This painting by the pre- raphaelite Henry Wallis created a sensation when it was first exhibited at the Royal Academy in 1856, nearly ninety years after Chatterton’s death, accompanied by the following quotation from Marlowe:
Cut is the branch that might have grown full straight
And burned is Apollo's laurel bough.
Who was the young man who aroused such powerful feelings? .Chatterton was born in Bristol, the son of a musician, poet, and dabbler in the occult who died just before Thomas was born. He grew up in poverty with his sister and mother, who ran a girls' school and took in sewing. The boy was sent to Colston’s, a Bristol charity school where the curriculum was limited to reading, writing, arithmetic and the catechism.
Thomas was precocious and was close to his uncle, the sexton at the church of St Mary Redcliffe. Thomas became obsessed with the knights and civic dignitaries on the tombs and the chests full of parchment documents going back to the fifteenth century. He learned to read from the illuminated capitals of an old musical folio and a very old Bible. He wasn’t interested in playing with other children and was even thought to be educationally backward. He only wanted to read and write and by the age of 11 he had become a contributor to the Bristol Journal.
He used to lock himself in the attic of his mother’s house with old books, parchments and drawing materials; there he lived in his fantasy world with 15th-century heroes and heroines. When he showed one of his fake manuscripts to the usher at his boarding school he claimed it was the work of a 15th-century monk and poet, Thomas Rowley, whose patron had been the great Bristol merchant Canyngs, five times mayor of Bristol, the man who rebuilt St Mary Redcliffe.
He copied his verses in pseudo-medieval English onto the old parchment he found in his uncle’s church. There are parallels here with Macpherson’s invention of the poet Ossian (see my blog for the History Girls in February 2016). But when Macpherson died in 1796 he was buried in Westminster Abbey near the grave of his harshest critic, Samuel Johnson, despite the controversy surrounding the Ossian poems; Chatterton had a crueller fate.

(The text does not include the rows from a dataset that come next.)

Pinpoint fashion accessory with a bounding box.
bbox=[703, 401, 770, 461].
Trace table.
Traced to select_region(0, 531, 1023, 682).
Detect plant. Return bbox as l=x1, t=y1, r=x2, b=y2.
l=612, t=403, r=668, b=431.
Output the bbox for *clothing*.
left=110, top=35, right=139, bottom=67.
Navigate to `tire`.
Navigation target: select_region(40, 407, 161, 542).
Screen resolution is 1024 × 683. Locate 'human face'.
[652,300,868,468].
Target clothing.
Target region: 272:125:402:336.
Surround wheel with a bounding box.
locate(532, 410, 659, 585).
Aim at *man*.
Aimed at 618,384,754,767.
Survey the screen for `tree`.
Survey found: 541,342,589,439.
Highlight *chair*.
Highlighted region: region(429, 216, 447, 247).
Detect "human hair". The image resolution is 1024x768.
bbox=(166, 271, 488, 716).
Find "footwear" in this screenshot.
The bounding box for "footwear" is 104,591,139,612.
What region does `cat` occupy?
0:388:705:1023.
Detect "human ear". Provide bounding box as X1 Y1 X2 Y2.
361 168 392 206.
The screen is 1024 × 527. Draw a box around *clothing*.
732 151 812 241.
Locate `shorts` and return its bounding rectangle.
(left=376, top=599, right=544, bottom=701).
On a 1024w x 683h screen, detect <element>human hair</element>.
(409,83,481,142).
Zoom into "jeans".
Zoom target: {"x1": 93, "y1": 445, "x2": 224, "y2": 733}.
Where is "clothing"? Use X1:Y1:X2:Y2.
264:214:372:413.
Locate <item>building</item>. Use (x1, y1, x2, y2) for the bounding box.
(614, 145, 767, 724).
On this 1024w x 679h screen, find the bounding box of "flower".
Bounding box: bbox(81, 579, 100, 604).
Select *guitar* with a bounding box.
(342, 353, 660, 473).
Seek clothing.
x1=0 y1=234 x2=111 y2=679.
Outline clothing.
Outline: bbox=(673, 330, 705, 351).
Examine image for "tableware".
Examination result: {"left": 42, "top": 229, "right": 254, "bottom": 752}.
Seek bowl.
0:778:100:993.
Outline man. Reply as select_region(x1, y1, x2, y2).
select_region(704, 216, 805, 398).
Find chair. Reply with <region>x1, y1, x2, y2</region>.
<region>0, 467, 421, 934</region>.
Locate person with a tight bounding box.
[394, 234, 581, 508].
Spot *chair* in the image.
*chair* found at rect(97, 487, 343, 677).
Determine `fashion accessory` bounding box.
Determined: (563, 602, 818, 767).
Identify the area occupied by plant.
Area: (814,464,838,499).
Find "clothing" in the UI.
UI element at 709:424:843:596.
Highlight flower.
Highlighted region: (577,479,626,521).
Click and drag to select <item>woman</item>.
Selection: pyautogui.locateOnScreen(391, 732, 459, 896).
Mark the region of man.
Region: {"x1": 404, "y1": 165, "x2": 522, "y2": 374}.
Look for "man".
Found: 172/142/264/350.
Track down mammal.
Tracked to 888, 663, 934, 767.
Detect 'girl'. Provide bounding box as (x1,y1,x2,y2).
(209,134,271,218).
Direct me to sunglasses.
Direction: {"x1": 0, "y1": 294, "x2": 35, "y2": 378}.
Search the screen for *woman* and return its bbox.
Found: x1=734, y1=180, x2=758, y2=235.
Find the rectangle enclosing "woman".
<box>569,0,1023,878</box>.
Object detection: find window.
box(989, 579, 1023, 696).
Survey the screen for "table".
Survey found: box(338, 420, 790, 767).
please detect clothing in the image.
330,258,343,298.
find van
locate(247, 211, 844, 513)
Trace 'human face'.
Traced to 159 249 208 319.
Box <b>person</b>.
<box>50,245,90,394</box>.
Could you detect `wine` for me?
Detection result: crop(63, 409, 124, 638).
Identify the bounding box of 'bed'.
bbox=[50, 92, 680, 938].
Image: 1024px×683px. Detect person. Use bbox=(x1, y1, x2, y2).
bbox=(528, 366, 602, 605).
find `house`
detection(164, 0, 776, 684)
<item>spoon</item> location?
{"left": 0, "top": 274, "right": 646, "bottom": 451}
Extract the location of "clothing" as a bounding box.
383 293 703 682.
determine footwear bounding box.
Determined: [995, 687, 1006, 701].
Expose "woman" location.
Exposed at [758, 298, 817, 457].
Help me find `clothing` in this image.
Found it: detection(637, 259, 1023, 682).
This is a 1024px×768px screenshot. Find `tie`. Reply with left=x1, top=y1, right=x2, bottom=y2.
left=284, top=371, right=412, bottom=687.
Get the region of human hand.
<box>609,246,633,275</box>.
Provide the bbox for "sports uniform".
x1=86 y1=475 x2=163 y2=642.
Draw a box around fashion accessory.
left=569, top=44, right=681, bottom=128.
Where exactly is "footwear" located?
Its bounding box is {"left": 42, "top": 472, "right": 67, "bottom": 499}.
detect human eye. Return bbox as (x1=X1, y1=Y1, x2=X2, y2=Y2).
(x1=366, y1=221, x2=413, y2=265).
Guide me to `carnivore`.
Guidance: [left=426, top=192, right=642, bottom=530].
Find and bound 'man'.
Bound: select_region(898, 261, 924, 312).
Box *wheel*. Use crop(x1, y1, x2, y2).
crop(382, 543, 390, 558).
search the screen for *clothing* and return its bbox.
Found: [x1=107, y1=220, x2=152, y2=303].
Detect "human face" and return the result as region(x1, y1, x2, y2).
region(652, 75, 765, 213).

Chatterton's Holiday Afternoon engraved by William Ridgway,
While walking in St Pancras churchyard with a friend Thomas absent mindedly fell into an open grave. His friend helped him up, joking that he was happy in assisting at the resurrection of genius. Chatterton replied, "My dear friend, I have been at war with the grave for some time now."
Three days later he committed suicide; he drank arsenic after tearing up some of his manuscripts. He was seventeen.
Well, what could be sadder or more romantic? His short tragic life inspired many other poets: Keats and Shelley identified with him as a misunderstood genius unappreciated in his own lifetime. Keats wrote a sonnet, To Chatterton, and also dedicated Endymion “to the memory of Thomas Chatterton." Coleridge felt a “kindred doom;” Wordsworth (see below) also admired him. and Hazlitt wrote in one of his essays, “He was an instance that a complete genius and a complete rogue can be formed before a man is of age.” Samuel Johnson, who wasn’t easily impressed, wrote of him, “This is the most extraordinary young man that has encountered my knowledge. It is wonderful how the whelp has written such things.”
Not everyone was so enthusiastic. After Chatterton’s’s death Horace Walpole wrote to a friend, “I cannot find in Chatterton's works anything so extraordinary as the age at which they were written. They have a facility, vigour, and knowledge, which were prodigious in a boy of sixteen, but which would not have been so in a boy of twenty. He did not show extraordinary powers of genius, but extraordinary precocity. Nor do I believe he would have written better, had he lived. He knew this himself, or he would have lived. Great geniuses, like great kings, have too much to think of to kill themselves.”
With Shakspeare's manhood at a boy's wild heart,—
Through Hamlet's doubt to Shakspeare near allied,
And kin to Milton through his Satan's pride,—
At Death's sole door he stooped, and craved a dart;
And to the dear new bower of England's art,—
Even to that shrine Time else had deified,
The unuttered heart that soared against his side,—
Drove the fell point, and smote life's seals apart.
Thy nested home-loves, noble Chatterton;
The angel-trodden stair thy soul could trace
Up Redcliffe's spire; and in the world's armed space
Thy gallant sword-play:—these to many an one
Are sweet for ever; as thy grave unknown
And love-dream of thine unrecorded face.
More recently, Peter Ackroyd’s 1987 novel, Chatterton, retells his story imaginatively and explores the psychological implications of forgery. In his version, Chatterton's death was accidental. There’s a collection of "Chattertoniana" in the British Library and a Thomas Chatterton Society. In Redcliffe Churchyard there’s a monument with this inscription: “To the memory of Thomas Chatterton. Reader! judge not. If thou art a Christian, believe that he shall be judged by a Superior Power. To that Power only is he now answerable.” (This was his own epitaph).